Leadership on the Line is Ronald Heifetz and Marty Linsky's more accessible treatment of adaptive leadership, aimed at practitioners rather than scholars. The central premise is stated plainly at the start: leadership is dangerous. When leaders mobilize people to do adaptive work — work that requires people to give up something they value — they face predictable forms of resistance that can end careers, derail efforts, and occasionally do worse. The book is an attempt to name those dangers clearly and give leaders enough self-awareness to navigate them.

The first half maps the landscape of risk. Heifetz and Linsky describe how organizations marginalize, divert, attack, and seduce people who are challenging the status quo. Marginalization pushes a leader to the fringe, making their concerns seem eccentric rather than central. Diversion loads them with work that drains their capacity to drive the core issue. Attack mobilizes opposition against the person rather than their ideas. Seduction is subtler: offering the leader rewards — popularity, inclusion, recognition — that require compromising the change they set out to make.

What it gets right

  1. 1.

    Leadership is dangerous because adaptive change requires people to give up things they value, and those people will resist — often by attacking or sidelining the leader rather than engaging with the challenge.

  2. 2.

    Organizations marginalize, divert, attack, and seduce people who challenge the status quo.
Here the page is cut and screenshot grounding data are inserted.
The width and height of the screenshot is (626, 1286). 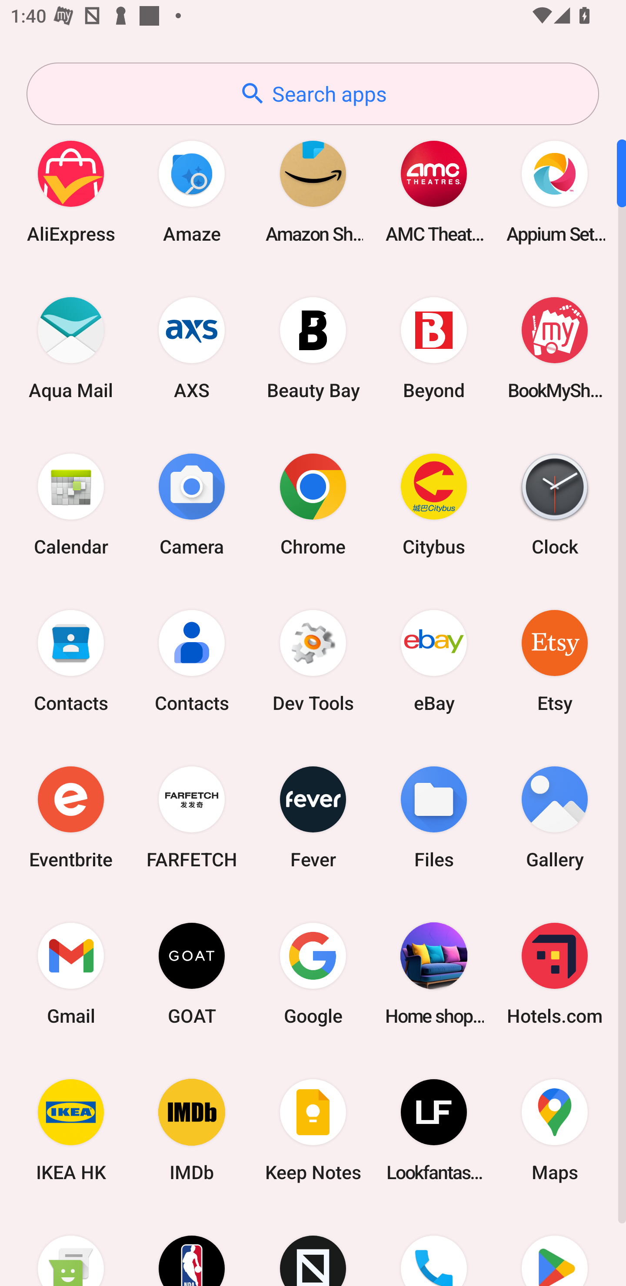 I want to click on Messaging, so click(x=71, y=1248).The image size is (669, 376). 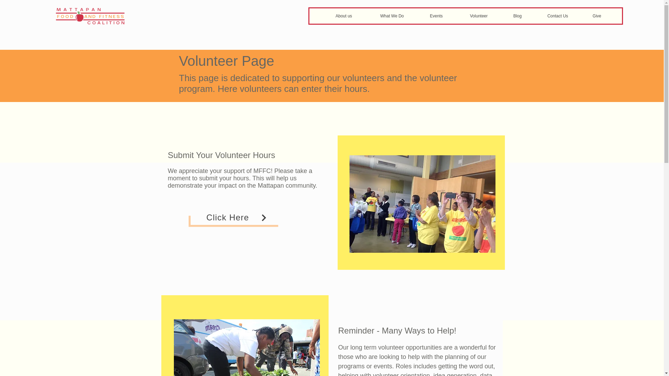 What do you see at coordinates (557, 16) in the screenshot?
I see `Contact Us` at bounding box center [557, 16].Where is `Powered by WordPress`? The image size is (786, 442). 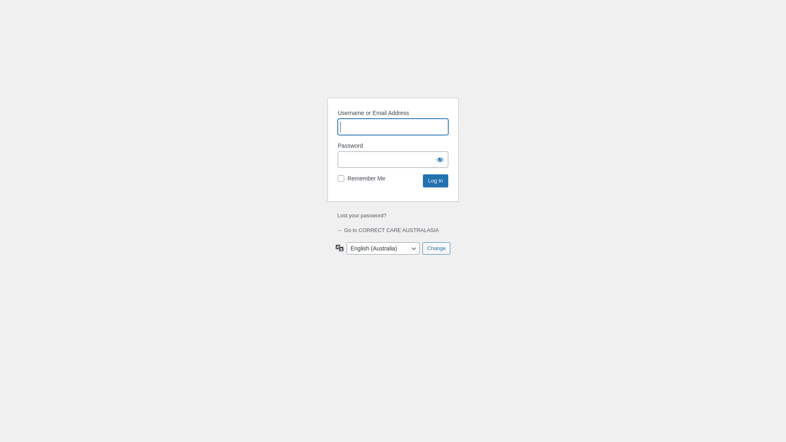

Understanding which tactic is being used in a given moment is essential for responding effectively.

  3. 3.

    Getting on the balcony — stepping back from the action to observe the system — is a discipline, not a one-time act. It must be practiced throughout any adaptive effort.

What it covers

Who wrote it

Ronald A. Heifetz is a co-founder of the Center for Public Leadership at the Harvard Kennedy School and the originator of adaptive leadership theory. His earlier book Leadership Without Easy Answers established the technical-adaptive distinction that runs through all his subsequent work. Marty Linsky is a former Massachusetts state legislator, attorney, and longtime Harvard Kennedy School faculty member who has been Heifetz's primary co-author and collaborator. Together they founded Cambridge Leadership Associates to train leaders in adaptive practice across sectors and countries.